• What you need to do
Only a slice of the listing below is wanted. Retype the lines from the one containing "What do you see at coordinates (163, 41)" through the one containing "This screenshot has height=1702, width=785.", exactly, both ends included.

• Given records
········

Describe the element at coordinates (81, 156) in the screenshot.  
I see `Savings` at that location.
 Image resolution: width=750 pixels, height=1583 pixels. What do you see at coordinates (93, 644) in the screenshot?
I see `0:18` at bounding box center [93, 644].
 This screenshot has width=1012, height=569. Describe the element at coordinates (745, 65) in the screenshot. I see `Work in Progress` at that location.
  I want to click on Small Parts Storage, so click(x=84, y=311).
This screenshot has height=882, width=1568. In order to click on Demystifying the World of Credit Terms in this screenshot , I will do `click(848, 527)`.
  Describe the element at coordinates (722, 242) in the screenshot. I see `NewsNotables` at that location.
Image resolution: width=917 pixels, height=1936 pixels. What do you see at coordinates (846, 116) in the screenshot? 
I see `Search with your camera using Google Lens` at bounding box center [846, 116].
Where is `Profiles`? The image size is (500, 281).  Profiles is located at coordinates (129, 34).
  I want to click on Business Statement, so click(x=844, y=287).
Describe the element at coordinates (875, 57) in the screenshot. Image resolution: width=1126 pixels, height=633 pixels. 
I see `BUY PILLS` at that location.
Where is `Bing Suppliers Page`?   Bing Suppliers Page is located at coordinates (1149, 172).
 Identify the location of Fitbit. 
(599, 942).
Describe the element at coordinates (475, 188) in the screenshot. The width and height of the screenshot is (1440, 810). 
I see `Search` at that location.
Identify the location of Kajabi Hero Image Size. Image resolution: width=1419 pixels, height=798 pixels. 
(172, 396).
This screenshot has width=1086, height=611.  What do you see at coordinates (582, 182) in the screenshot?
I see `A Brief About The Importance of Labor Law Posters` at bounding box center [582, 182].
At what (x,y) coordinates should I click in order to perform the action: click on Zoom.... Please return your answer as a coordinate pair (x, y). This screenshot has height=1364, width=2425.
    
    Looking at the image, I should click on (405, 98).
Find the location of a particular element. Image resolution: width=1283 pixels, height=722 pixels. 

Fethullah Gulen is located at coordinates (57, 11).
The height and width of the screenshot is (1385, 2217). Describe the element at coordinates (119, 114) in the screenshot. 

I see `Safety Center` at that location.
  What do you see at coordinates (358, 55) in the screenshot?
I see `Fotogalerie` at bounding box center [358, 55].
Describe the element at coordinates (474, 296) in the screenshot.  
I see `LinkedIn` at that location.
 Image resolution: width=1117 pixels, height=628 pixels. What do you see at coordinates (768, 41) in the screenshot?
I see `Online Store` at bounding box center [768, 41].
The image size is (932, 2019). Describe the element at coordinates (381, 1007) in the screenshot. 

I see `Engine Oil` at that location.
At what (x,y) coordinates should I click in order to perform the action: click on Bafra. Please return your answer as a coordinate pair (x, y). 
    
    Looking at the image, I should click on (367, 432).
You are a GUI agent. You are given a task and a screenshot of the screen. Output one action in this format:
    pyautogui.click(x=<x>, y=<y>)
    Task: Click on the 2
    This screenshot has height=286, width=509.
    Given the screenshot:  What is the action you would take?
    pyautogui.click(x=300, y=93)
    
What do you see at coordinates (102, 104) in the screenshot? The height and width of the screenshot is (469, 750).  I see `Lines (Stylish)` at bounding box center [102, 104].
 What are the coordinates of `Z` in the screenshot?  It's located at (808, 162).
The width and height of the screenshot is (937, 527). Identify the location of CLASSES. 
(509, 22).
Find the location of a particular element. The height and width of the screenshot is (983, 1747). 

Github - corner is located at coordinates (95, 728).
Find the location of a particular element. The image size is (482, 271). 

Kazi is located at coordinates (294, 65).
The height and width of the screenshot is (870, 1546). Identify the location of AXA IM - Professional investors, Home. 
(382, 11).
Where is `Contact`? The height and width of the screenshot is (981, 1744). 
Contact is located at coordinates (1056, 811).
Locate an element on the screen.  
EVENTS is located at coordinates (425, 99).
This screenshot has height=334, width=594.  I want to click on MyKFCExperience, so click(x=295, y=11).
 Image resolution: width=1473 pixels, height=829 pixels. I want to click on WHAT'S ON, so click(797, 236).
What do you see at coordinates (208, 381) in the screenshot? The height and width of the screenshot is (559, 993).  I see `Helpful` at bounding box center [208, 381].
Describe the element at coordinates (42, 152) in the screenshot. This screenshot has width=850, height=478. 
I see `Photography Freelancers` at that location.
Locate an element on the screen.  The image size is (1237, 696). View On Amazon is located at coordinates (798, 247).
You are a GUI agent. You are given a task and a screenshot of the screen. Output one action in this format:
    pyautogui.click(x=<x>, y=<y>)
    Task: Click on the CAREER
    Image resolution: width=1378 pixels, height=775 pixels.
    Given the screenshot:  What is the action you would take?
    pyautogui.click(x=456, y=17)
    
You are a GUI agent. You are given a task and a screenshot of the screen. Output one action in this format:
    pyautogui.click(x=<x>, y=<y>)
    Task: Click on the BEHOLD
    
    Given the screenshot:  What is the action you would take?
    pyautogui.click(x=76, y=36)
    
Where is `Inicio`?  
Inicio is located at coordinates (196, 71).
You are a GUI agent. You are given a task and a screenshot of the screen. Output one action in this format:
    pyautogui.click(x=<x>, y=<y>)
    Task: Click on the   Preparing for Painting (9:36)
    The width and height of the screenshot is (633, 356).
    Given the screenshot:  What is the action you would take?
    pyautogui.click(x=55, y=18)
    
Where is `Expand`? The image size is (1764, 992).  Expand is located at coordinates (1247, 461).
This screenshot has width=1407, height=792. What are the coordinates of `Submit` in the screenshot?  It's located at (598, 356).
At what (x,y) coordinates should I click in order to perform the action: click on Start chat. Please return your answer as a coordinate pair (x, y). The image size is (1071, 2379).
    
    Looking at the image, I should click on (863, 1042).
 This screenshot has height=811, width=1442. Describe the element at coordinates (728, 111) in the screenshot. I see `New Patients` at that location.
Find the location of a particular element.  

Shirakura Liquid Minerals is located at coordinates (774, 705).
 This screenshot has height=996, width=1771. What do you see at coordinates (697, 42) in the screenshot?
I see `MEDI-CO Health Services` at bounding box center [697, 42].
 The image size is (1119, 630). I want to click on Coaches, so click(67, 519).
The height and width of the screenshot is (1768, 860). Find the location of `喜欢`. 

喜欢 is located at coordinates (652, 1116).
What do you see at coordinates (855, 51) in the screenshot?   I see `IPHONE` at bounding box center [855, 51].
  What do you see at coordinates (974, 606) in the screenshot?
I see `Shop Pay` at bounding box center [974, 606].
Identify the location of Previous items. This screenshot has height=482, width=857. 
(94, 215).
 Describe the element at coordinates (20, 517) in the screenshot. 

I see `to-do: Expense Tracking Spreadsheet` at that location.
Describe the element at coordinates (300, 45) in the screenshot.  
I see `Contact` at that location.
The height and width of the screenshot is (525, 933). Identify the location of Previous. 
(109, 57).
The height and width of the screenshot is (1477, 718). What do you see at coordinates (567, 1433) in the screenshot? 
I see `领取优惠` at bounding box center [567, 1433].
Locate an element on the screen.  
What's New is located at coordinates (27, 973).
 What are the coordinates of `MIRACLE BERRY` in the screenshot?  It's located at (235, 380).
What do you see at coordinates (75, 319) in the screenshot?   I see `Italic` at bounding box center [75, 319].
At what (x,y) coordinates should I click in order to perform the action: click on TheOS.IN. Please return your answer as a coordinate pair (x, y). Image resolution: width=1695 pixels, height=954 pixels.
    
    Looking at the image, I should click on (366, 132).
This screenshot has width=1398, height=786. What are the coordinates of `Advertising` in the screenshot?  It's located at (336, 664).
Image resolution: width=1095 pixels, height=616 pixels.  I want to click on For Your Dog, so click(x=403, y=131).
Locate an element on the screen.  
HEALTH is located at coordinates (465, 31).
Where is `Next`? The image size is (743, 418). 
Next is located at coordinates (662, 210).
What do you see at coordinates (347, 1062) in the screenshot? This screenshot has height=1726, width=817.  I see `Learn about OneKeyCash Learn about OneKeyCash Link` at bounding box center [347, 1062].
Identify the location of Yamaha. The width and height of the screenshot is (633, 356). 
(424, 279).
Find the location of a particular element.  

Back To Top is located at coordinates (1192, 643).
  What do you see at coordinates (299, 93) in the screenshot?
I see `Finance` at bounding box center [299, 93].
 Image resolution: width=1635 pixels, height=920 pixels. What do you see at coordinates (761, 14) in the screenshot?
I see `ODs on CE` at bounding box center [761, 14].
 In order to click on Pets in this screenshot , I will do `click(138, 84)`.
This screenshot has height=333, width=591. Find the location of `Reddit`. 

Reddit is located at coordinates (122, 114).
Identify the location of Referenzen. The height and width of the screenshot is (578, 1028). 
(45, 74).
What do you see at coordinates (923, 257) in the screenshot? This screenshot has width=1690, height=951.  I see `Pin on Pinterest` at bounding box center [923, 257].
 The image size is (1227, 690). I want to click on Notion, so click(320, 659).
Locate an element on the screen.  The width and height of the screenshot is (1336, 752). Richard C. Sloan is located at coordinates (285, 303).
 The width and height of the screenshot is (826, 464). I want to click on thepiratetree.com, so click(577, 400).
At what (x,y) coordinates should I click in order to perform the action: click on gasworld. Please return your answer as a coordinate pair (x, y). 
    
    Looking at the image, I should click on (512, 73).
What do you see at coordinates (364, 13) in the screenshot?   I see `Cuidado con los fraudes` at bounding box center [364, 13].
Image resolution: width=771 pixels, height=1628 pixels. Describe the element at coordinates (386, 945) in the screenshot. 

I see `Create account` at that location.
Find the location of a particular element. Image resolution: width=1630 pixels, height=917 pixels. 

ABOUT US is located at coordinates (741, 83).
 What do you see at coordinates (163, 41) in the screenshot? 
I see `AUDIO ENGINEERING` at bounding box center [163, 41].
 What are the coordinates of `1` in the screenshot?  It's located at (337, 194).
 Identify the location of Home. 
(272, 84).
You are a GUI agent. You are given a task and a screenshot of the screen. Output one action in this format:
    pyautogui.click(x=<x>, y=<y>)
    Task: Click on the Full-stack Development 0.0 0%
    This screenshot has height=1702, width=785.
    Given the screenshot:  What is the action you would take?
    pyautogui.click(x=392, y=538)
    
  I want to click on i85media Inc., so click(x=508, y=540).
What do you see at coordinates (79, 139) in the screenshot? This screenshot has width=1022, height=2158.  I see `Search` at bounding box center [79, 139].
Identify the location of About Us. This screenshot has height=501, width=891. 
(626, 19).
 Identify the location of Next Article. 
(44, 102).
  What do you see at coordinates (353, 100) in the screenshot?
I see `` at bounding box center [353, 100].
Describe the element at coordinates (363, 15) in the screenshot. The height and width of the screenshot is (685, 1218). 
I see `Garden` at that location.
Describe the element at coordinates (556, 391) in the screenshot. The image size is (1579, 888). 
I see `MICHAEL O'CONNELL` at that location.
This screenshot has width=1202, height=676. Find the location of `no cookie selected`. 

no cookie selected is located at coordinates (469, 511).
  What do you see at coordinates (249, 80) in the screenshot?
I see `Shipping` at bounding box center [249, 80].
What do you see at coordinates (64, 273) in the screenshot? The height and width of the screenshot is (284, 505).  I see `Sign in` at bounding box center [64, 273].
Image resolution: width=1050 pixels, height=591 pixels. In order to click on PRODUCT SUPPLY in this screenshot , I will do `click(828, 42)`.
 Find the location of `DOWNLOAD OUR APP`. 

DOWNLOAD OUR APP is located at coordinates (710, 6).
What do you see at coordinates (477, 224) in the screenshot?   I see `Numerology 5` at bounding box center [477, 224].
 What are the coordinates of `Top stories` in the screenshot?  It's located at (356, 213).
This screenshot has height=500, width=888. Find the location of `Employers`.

········

• Written solution
 What do you see at coordinates (163, 41) in the screenshot? 
I see `AUDIO ENGINEERING` at bounding box center [163, 41].
 What are the coordinates of `1` in the screenshot?  It's located at (337, 194).
 Identify the location of Home. 
(272, 84).
You are a GUI agent. You are given a task and a screenshot of the screen. Output one action in this format:
    pyautogui.click(x=<x>, y=<y>)
    Task: Click on the Full-stack Development 0.0 0%
    This screenshot has height=1702, width=785.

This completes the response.